Documentation/Product/Tracing
3 min read

Tracing

Tracing in Boson gives you an end-to-end view of a single run—from the first user message through retrieval, tool calls, model completions, and errors. It is the fastest way to answer “what happened?” when behavior is non-deterministic or spread across many steps.

If you have not sent a trace yet, start with Installation.

Why tracing matters for LLM apps

  • Multi-step flows hide failures: a bad retrieval or tool argument may only show up deep in the chain.
  • Non-determinism makes logs alone insufficient—you need structured context (inputs, outputs, timings) per step.
  • Production debugging needs the same shape as development: one trace per request, comparable across environments.

Core concepts

ConceptMeaning
TraceOne logical run (e.g. one API request, one chat turn, one job).
SpanA unit of work inside that trace (e.g. retrieval, llm.completion, tool.execute).
EventA point-in-time payload on a span (e.g. input, output, metadata).

Aim for fewer, meaningful spans rather than a span per line of code.

What to capture

Always worth recording

  • Model and provider (e.g. model id, API version if relevant).
  • Latency per span (SDKs often do this automatically when you wrap calls).
  • Errors and retries with the exception message and whether the call was retried.
  • High-signal metadata: environment, release or git SHA, feature flags, user_id / session_id only if policy allows.

Inputs and outputs

  • Store enough to debug (prompts, tool args, retrieved chunks summaries)—but redact or hash secrets, tokens, PII, and full document bodies if your policy requires it.
  • Prefer structured fields (JSON) over huge opaque strings when you need to filter later.

Agents and tools

For each tool call, capture:

  • Tool name and arguments (sanitized).
  • Result or error (truncated if large).
  • Parent span so the tree matches the mental model of your agent.

A typical chat or agent request might look like:

  1. Root spantrace or request with request-level metadata.
  2. retrieval — query, source, number of hits, latency.
  3. llm.completion — model, token usage if available, finish reason.
  4. tool.* — one span per tool invocation.
  5. Follow-up LLM — another completion span if the agent loops.

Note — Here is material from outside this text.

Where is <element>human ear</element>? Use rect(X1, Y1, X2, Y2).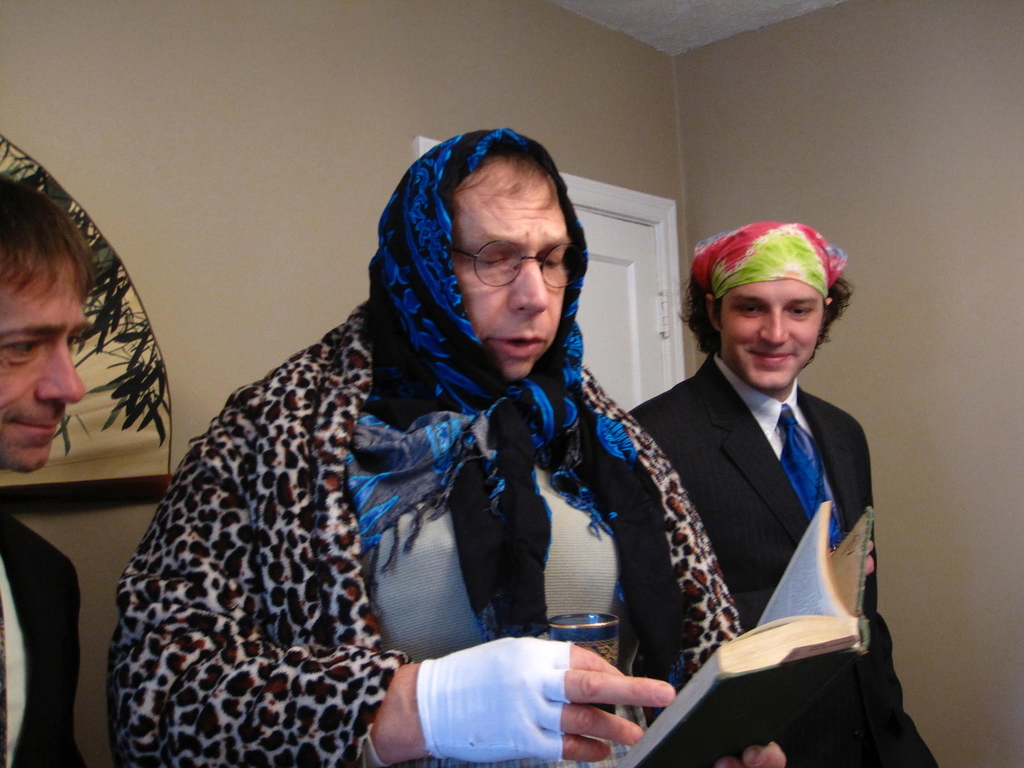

Keep stable span names (llm.completion not callOpenAI) so dashboards and filters stay useful.

Naming and correlation

  • Use a single trace id per user-facing request and propagate it across services (header or async context).
  • Reuse session_id across turns in the same conversation.
  • Add request_id from your edge layer when you have it—makes joining to HTTP logs trivial.

Privacy and compliance

  • Redact at the source before data leaves your process when possible.
  • Define allowlists for fields that may contain user content.
  • For EU/health/financial workloads, align with your DPA: tracing can be as sensitive as application logs.

Common pitfalls

  • Logging entire prompts in unstructured logs while tracing nothing structured—use spans so you can navigate the tree.
  • One giant span for the whole request—you lose timing and blame assignment.
  • Missing failed paths—always end spans with error state on exceptions, not only on happy paths.

Next steps

  • Evaluations — turn representative traces into dataset examples and regressions tests.
  • Prompt management — tie traces to specific prompt versions.